For decades, Antarctica’s ice sheet has been melting fast, pushing sea levels higher with each passing year. The losses were relentless, particularly in West Antarctica and the vulnerable glacier basins of East Antarctica.But in an unexpected twist, scientists observed a dramatic reversal: between 2021 and 2023, the Antarctic Ice Sheet gained mass — for the first time in decades. This anomaly, driven by unusual precipitation patterns, is reshaping how scientists understand the icy continent’s role in the climate crisis.
The study was recently published in Science China Earth Sciences and is summarized via a piece in the Watts Up With That blog.
The research team, led by Dr. Wei Wang and Prof. Yunzhong Shen at Tongji University, found that the Antarctic Ice Sheet (AIS gained) mass (about 108 gigatons per year) after years of loss, especially in West Antarctica and the Wilkes Land–Queen Mary Land (WL-QML) region of East Antarctica.
The findings indicate that turnaround was most pronounced in four key East Antarctic glacier basins (Totten, Moscow, Denman, and Vincennes Bay), which shifted from accelerating mass loss to notable gains. The primary driver behind this recovery is attributed to anomalously high snowfall, or “anomalous precipitation accumulation,” which offset previous losses caused by reduced surface accumulation and increased ice discharge.
I will simply note that a study following the eruption of the Hunga-Tonga underwater volcano in 2022 vaporized trillions of gallons of seawater into the atmosphere.

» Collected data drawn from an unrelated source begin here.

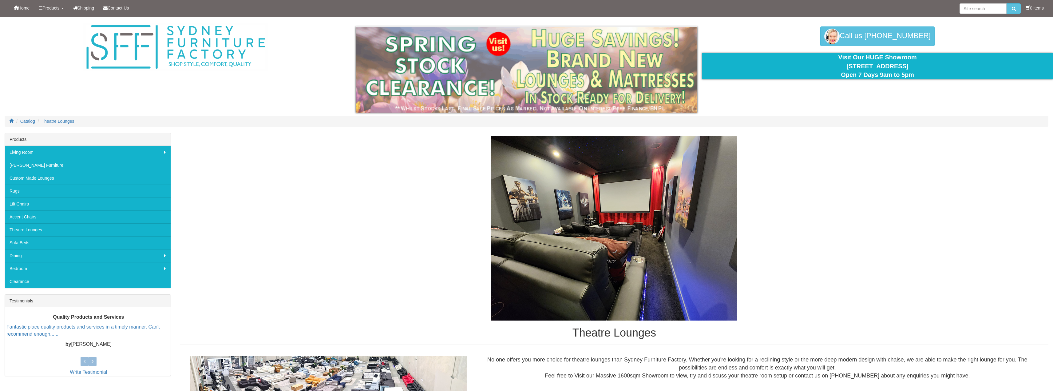 This screenshot has width=1053, height=391. Describe the element at coordinates (757, 367) in the screenshot. I see `div: No one offers you more choice for theatre lounges than Sydney Furniture Factory. Whether you're l...` at that location.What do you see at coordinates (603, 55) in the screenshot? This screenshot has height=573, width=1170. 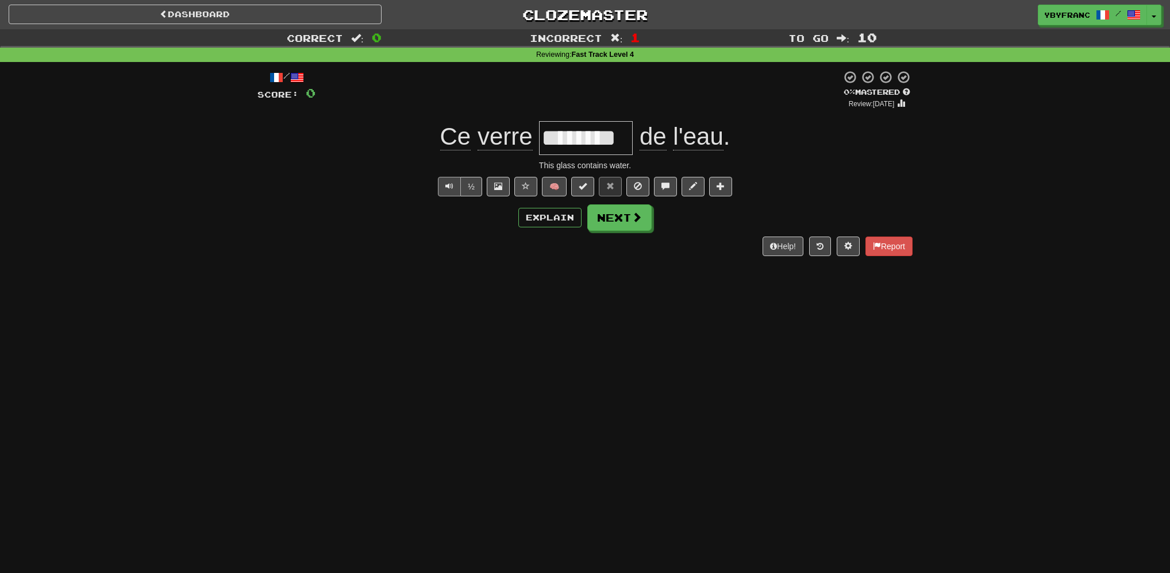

Researchers assessed that the eruption was responsible for “the unprecedented increase in the global stratospheric water mass by 13%.”

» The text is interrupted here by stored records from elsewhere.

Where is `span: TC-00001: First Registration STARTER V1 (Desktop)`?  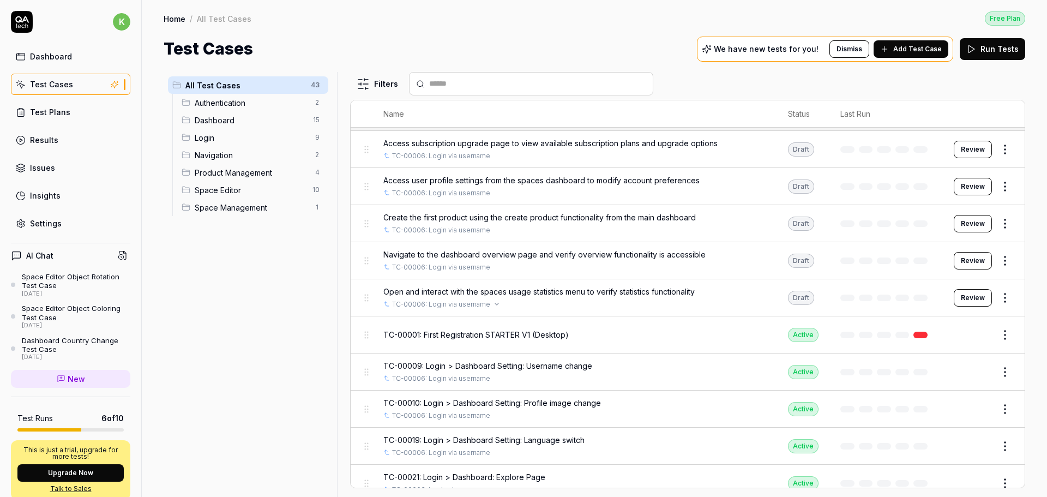
span: TC-00001: First Registration STARTER V1 (Desktop) is located at coordinates (476, 334).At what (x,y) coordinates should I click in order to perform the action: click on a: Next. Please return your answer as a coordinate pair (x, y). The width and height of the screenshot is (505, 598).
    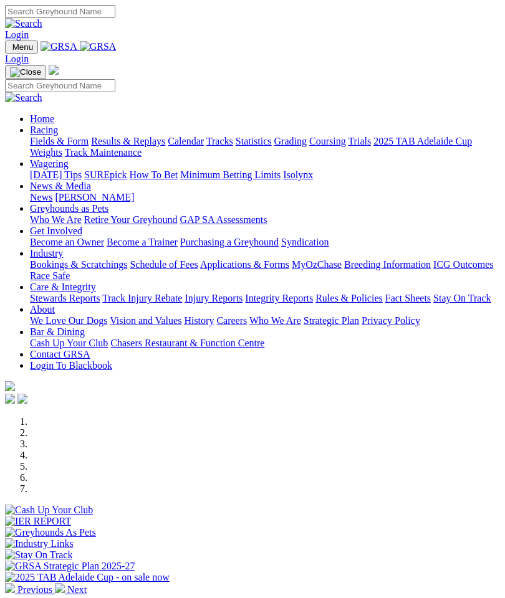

Another potential explanation cites sulfur dioxide release from that eruption as a potential explanation for the findings.

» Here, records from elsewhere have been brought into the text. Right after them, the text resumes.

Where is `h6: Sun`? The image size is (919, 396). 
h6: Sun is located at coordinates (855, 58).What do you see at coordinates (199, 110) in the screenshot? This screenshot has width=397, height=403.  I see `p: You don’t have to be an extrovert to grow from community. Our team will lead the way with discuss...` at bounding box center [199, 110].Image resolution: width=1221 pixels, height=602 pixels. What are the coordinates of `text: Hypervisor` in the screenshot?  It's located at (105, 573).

For instance, the 2021 Hunga Tonga volcanic eruption, which injected sulfur dioxide into the stratosphere, may have temporarily cooled the Southern Hemisphere, potentially enhancing snowfall in Antarctica. Such natural phenomena challenge the assumption that slow, CO2-driven warming is the sole driver of ice trends, highlighting the limitations of climate models that often overpredict warming and ice loss.
The assertion is that this rebound has temporarily slowed global sea level rise, with the recent gains offsetting sea level increases by about 0.3 mm per year from 2021 to 2023. However, I question whether disastrous “sea level rise” is a thing…
The Chinese researchers actually note that natural variability (such as unusual precipitation, volcanic activity, or ocean circulation changes) appears to play a significant role and highlight the complexity of Antarctic ice dynamics.
But the scientists, being scientists who want to be funded for their research, also stressed the need for continued monitoring and nuanced understanding.
To conclude: Natural variability is real and it is spectacular.
This is especially true when you are dealing with volcanoes.